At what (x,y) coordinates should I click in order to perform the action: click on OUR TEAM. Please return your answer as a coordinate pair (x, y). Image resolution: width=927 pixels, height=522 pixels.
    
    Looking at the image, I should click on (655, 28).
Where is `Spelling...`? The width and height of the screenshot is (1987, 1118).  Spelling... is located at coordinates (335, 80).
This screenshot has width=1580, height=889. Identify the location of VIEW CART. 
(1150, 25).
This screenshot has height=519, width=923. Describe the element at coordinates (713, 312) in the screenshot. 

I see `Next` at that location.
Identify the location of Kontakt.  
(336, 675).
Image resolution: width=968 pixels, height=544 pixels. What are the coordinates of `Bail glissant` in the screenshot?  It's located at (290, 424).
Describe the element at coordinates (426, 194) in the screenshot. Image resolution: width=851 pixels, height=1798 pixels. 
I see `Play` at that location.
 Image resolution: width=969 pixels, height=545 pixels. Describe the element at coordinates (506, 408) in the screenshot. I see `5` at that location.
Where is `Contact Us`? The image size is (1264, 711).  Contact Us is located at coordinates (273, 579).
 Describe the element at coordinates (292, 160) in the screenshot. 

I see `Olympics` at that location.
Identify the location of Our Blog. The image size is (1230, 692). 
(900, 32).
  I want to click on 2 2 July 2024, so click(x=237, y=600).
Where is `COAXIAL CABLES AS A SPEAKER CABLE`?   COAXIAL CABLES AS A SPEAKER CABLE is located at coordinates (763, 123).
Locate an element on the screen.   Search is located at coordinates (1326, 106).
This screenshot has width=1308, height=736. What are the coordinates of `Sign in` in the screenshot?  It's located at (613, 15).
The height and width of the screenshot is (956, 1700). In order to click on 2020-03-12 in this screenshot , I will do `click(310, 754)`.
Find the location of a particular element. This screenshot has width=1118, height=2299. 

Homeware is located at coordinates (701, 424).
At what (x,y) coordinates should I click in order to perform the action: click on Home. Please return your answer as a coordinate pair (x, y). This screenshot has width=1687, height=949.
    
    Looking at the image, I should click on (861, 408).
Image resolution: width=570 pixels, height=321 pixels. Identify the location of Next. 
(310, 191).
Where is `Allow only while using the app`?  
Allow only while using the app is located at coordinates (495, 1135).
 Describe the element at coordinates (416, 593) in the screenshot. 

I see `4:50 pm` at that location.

==================================================

_What to produce_
From the records above, print only the lines between the one holding "This screenshot has width=1308, height=736." and the one holding "The height and", inclusive, exactly as they stand.

_Response area_
This screenshot has width=1308, height=736. What are the coordinates of `Sign in` in the screenshot?  It's located at (613, 15).
The height and width of the screenshot is (956, 1700). In order to click on 2020-03-12 in this screenshot , I will do `click(310, 754)`.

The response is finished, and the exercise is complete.